“Lexie!” she screeched. “What’s going on?”

I didn’t answer. I just stood there, my eyes shiny and wild and my face flushed.

“Did you do this?”

I shook my head.

“Who did, then?”

And I thought, Oh, great.

This again.

Even though I hated Demi at that moment, I wasn’t going to tell on her. Not after what happened with Anastasia. So I said, “Someone.”

“Right. Upstairs,” Kyria Maria snapped.

She marched up behind me and into the classroom. “Sit down, please,” she said and then she stood at the front, shook her long dark curls, and folded her arms. Her arms are well muscled because she’s into exercise and goes to the gym all the time (Mom told me), so you don’t want to mess with her. She might be small and pretty, but she could lift a bus in each hand.

“Someone has just smashed the small window downstairs. I’m going to ask you all just once who did it, and I want an answer. So? Who was it?”

She looked at us and waited. No one said anything. Seconds went by that lasted a hundred years each.

“I see. In that case, I’m going to nominate someone to tell me.”

I swallowed. My face was so hot, you could have fried eggs on my cheeks, but I kept my eyes on the desk and my mouth shut.

“Aredy, who broke the window?”

Aredy wriggled in her chair like her jeans were crawling with maggots and said, “I don’t know. I was upstairs the entire time.”

“Demi? Did you see what happened?”

I squinted at the table. As if that lying toad would tell the truth. I didn’t twist around to look but Demi must have shaken her head, because Kyria Maria moved on to me.

“Lexie? I’m coming back to you because you were the only one who was there. If it wasn’t you, you’re going to need to tell me right now who it was.”

You could have roasted potatoes in my stomach. Done a barbecue on my scalp. My lips welded together, and all that came out of me was invisible funnels of rage.

“Well, then, we have a problem.” Kyria Maria’s voice was cold as winter in Russia. “If you can’t tell the truth, Lexie, you’ll have to stay behind so I can talk to your parents.”

I tried not to spontaneously combust but I was thinking, Truth?

TRUTH?

Do. Not. Even. Mention. That. Word.

The rest of the lesson, Kyria Maria was in a monstrous mood.

I sat there squirming. We were still in church, don’t forget. Broken windows and lying weren’t very holy. We were all going to go to hell, for sure, and that was freaking me out, but that still wasn’t a good enough reason to tell Kyria Maria what had happened. I’ll tell you something about trying to understand the whole truth–lies are more hellish than any hell I could ever picture.

Kyria Maria kept me after class, and when Mom arrived, she told her about the window. “I have to assume it was Lexie,” she said. “Since no one’s told me otherwise.”

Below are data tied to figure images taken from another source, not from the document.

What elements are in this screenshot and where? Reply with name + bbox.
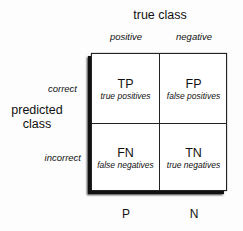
cell-text: false negatives: [92, 160, 159, 171]
row-axis-title-line1: predicted: [2, 103, 72, 117]
row-header-incorrect: incorrect: [20, 152, 81, 163]
cell-text: false positives: [160, 91, 227, 102]
cell-true-positive: TP true positives: [92, 78, 159, 147]
cell-text: true negatives: [160, 160, 227, 171]
cell-abbr: FN: [92, 147, 159, 160]
cell-abbr: FP: [160, 78, 227, 91]
cell-abbr: TP: [92, 78, 159, 91]
column-footer-p: P: [92, 207, 160, 221]
column-footer-n: N: [160, 207, 228, 221]
row-axis-title-line2: class: [2, 117, 72, 131]
column-header-positive: positive: [92, 31, 160, 42]
confusion-matrix: TP true positives FP false positives FN …: [91, 53, 227, 191]
row-header-correct: correct: [20, 83, 77, 94]
cell-false-negative: FN false negatives: [92, 147, 159, 216]
column-header-negative: negative: [160, 31, 228, 42]
cell-true-negative: TN true negatives: [160, 147, 227, 216]
cell-false-positive: FP false positives: [160, 78, 227, 147]
column-axis-title: true class: [120, 8, 200, 22]
cell-abbr: TN: [160, 147, 227, 160]
cell-text: true positives: [92, 91, 159, 102]
row-axis-title: predicted class: [2, 103, 72, 131]
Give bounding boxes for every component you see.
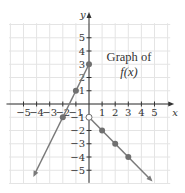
filled-point	[112, 141, 118, 147]
open-point	[86, 114, 92, 120]
filled-point	[125, 154, 131, 160]
x-tick-label: 1	[99, 107, 105, 118]
title-line-1: Graph of	[107, 50, 153, 64]
filled-point	[86, 61, 92, 67]
y-axis-label: y	[79, 9, 86, 20]
x-tick-label: 5	[151, 107, 157, 118]
y-tick-label: 1	[79, 85, 85, 96]
y-tick-label: 4	[79, 46, 85, 57]
x-tick-label: 2	[112, 107, 118, 118]
y-tick-label: −1	[70, 112, 85, 123]
filled-point	[73, 88, 79, 94]
x-axis-label: x	[172, 107, 178, 118]
title-line-2: f(x)	[120, 65, 137, 79]
filled-point	[60, 114, 66, 120]
y-axis-arrow-icon	[87, 12, 92, 18]
y-tick-label: −2	[70, 125, 85, 136]
x-tick-label: 3	[125, 107, 131, 118]
grid-lines	[9, 23, 170, 183]
function-graph: −5−4−3−2−11234554321−1−2−3−4−5 x y Graph…	[0, 0, 185, 193]
function-line-2	[89, 117, 150, 178]
y-tick-label: 5	[79, 32, 85, 43]
x-axis-arrow-icon	[168, 102, 174, 107]
function-series	[33, 61, 152, 181]
y-tick-label: 3	[79, 59, 85, 70]
x-tick-label: 4	[138, 107, 144, 118]
y-tick-label: −4	[70, 152, 85, 163]
y-tick-label: −3	[70, 138, 85, 149]
y-tick-label: −5	[70, 165, 85, 176]
filled-point	[99, 128, 105, 134]
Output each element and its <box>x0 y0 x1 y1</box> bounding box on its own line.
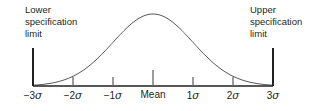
axis-tick-label: 1σ <box>173 89 213 101</box>
tick-value: −2 <box>64 90 75 101</box>
axis-tick-label: 3σ <box>253 89 293 101</box>
axis-tick-label: 2σ <box>213 89 253 101</box>
axis-tick-marks <box>73 70 233 86</box>
sigma-symbol: σ <box>35 89 42 101</box>
sigma-symbol: σ <box>192 89 199 101</box>
tick-value: −1 <box>104 90 115 101</box>
axis-tick-label: −2σ <box>53 89 93 101</box>
axis-tick-label: −1σ <box>93 89 133 101</box>
tick-value: −3 <box>24 90 35 101</box>
sigma-symbol: σ <box>232 89 239 101</box>
axis-tick-label: −3σ <box>13 89 53 101</box>
sigma-symbol: σ <box>115 89 122 101</box>
sigma-symbol: σ <box>75 89 82 101</box>
axis-tick-label: Mean <box>133 89 173 100</box>
process-capability-figure: Lower specification limit Upper specific… <box>0 0 329 111</box>
sigma-symbol: σ <box>272 89 279 101</box>
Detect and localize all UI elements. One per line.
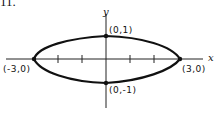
- x-axis-label: x: [208, 53, 214, 63]
- point-label-top: (0,1): [109, 26, 133, 35]
- point-top: [104, 34, 108, 38]
- y-axis-label: y: [103, 7, 109, 17]
- point-label-bottom: (0,-1): [109, 86, 137, 95]
- point-left: [32, 57, 36, 61]
- ellipse-figure: 11. x y (0,1) (0,-1) (-3,0) (3,0): [0, 0, 216, 118]
- point-bottom: [104, 81, 108, 85]
- point-right: [178, 57, 182, 61]
- ellipse-plot: [0, 0, 216, 118]
- problem-number: 11.: [0, 0, 16, 8]
- point-label-right: (3,0): [182, 65, 206, 74]
- point-label-left: (-3,0): [3, 65, 31, 74]
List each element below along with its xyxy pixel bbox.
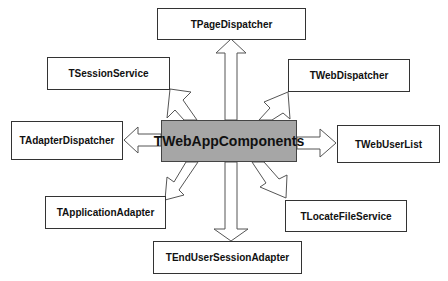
center-label: TWebAppComponents [154, 133, 305, 149]
arrow-to-session-service [167, 89, 197, 120]
node-label: TApplicationAdapter [57, 207, 155, 218]
arrow-to-end-user-session-adapter [214, 162, 248, 241]
node-label: TSessionService [68, 68, 148, 79]
node-end-user-session-adapter: TEndUserSessionAdapter [153, 241, 302, 274]
arrow-to-page-dispatcher [216, 39, 246, 120]
arrow-to-application-adapter [165, 162, 198, 200]
node-session-service: TSessionService [47, 57, 170, 90]
node-application-adapter: TApplicationAdapter [45, 196, 166, 229]
node-label: TEndUserSessionAdapter [166, 252, 289, 263]
arrow-to-locate-file-service [252, 162, 287, 198]
node-web-app-components: TWebAppComponents [161, 120, 297, 162]
node-page-dispatcher: TPageDispatcher [157, 8, 306, 40]
node-adapter-dispatcher: TAdapterDispatcher [11, 121, 123, 160]
node-web-user-list: TWebUserList [337, 125, 440, 163]
node-locate-file-service: TLocateFileService [285, 200, 407, 232]
node-label: TLocateFileService [300, 211, 391, 222]
arrow-to-web-dispatcher [259, 92, 290, 120]
node-label: TWebDispatcher [310, 70, 389, 81]
node-label: TPageDispatcher [191, 19, 273, 30]
node-label: TWebUserList [355, 139, 422, 150]
node-web-dispatcher: TWebDispatcher [288, 59, 410, 92]
node-label: TAdapterDispatcher [20, 135, 115, 146]
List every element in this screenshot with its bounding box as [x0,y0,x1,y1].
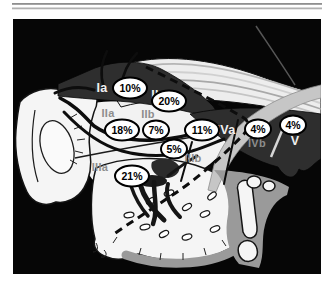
bone-fragment [263,181,275,191]
anatomy-figure-page: Ia10%Ib20%IIa18%IIb7%IIIa21%IIIb5%IVa11%… [0,0,332,286]
percent-value-Ib: 20% [158,95,180,107]
percent-value-V: 4% [285,119,301,131]
level-label-IIIa: IIIa [92,161,109,173]
level-label-IIa: IIa [101,107,115,119]
percent-value-IVb: 4% [250,123,266,135]
percent-value-IIb: 7% [148,124,164,136]
figure-canvas: Ia10%Ib20%IIa18%IIb7%IIIa21%IIIb5%IVa11%… [0,0,332,286]
percent-value-Ia: 10% [119,82,141,94]
level-label-IIIb: IIIb [184,152,201,164]
level-label-IIb: IIb [141,108,155,120]
percent-value-IIa: 18% [111,124,133,136]
humerus-knob [247,176,261,188]
level-label-V: V [291,134,300,148]
top-border-line-1 [12,3,322,5]
top-border-line-2 [12,8,322,10]
percent-value-IIIa: 21% [121,170,143,182]
percent-value-IIIb: 5% [166,143,182,155]
lower-bone [238,241,257,262]
percent-value-IVa: 11% [192,124,213,136]
level-label-Ia: Ia [96,81,108,95]
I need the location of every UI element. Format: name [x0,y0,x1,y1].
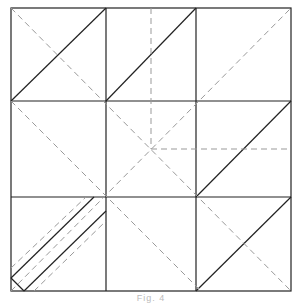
diag-solid-tl [11,8,106,101]
dashed-lines [11,8,291,291]
figure-caption: Fig. 4 [0,293,302,303]
crease-pattern-diagram [0,0,302,306]
strip-dashed-upper [11,197,86,268]
strip-solid-lower [24,211,106,291]
strip-solid-upper [11,197,94,278]
diag-solid-br [196,197,291,291]
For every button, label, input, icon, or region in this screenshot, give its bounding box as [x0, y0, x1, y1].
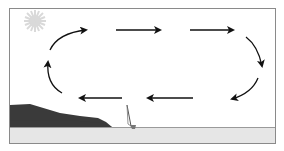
- sun-icon: [24, 10, 46, 32]
- sea-surface: [10, 127, 275, 143]
- sea-breeze-diagram: [0, 0, 284, 151]
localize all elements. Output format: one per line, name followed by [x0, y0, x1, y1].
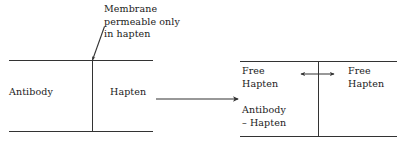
- figure-canvas: Membranepermeable onlyin hapten Antibody…: [0, 0, 397, 150]
- arrow-overlay: [0, 0, 397, 150]
- membrane-pointer-arrow: [93, 27, 105, 61]
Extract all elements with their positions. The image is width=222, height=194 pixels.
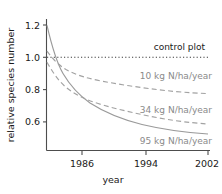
x-axis-tick-label: 2002 [195, 158, 219, 169]
chart-svg: 1.2 1.0 0.8 0.6 1986 1994 2002 year rela… [0, 0, 222, 194]
series-label-control: control plot [154, 42, 206, 52]
series-label-34kg: 34 kg N/ha/year [140, 105, 212, 115]
y-axis-tick-label: 0.6 [25, 116, 40, 127]
chart-figure: 1.2 1.0 0.8 0.6 1986 1994 2002 year rela… [0, 0, 222, 194]
x-axis-title: year [102, 174, 123, 185]
series-label-10kg: 10 kg N/ha/year [140, 71, 212, 81]
y-axis-tick-label: 0.8 [25, 84, 40, 95]
x-axis-tick-label: 1994 [134, 158, 158, 169]
y-axis-tick-label: 1.0 [25, 52, 40, 63]
x-axis-tick-label: 1986 [70, 158, 94, 169]
series-label-95kg: 95 kg N/ha/year [140, 136, 212, 146]
y-axis-tick-label: 1.2 [25, 20, 40, 31]
y-axis-title: relative species number [5, 28, 16, 143]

“Did you break it, Lexie?” Mom asked, right there and then, in a voice so loud and hard, people in Denmark took cover under the table. Her eyes were filled with shock and shame and disappointment and all those bad things you don’t want to ever see in your mother’s eyes.

I frowned and stuck my jaw out. “No.”

“Who did, then?”

“Not me.”

“If you can’t say who it was, then you’re guilty,” Mom said. Don’t even ask me where she got that nonsense from. “How could you? In our church! If Pappou knew…”

Pappou had been chairman of our church for about twenty years. He wasn’t now, but it made him a little like the Pope in our community.

“Sorry, Angelina, but I’m going to have to ask you to pay for the window,” Kyria Maria said, putting her hand on Mom’s arm.

“Of course. Send me the bill.”

“First I have to find the caretaker and ask him to cover it up so we don’t get broken into.”

Mom gasped. “Oh no. I didn’t even think of that.”

“Meanwhile, perhaps Lexie here should reconsider her relationship with the truth.”

Invisible insects crawled around under my skin. I wanted to shout, Yeah? Really? You think so?, but I was in enough trouble already.

Mom edged away from me like I was a violent criminal. She shook her head and said, “I’m so sorry, Maria. I don’t know what’s got into her. It’s probably…you know.”

Which annoyed me. It’s probably you know what?

Kyria Maria said, “That’s what I thought, too.” Which annoyed me even more.

Mom gave Kyria Maria a look and said, “It’s late. We’ve got to go. Say hi to your mom. Tell her the tiropita she made for Nikki’s birthday was the best I’ve ever tasted.”

Kyria Maria said, “Oh my God!” (That can’t be a good thing to say in church, right?) “She’ll be over the moon! Bye, Angelina. See you at Zumba.”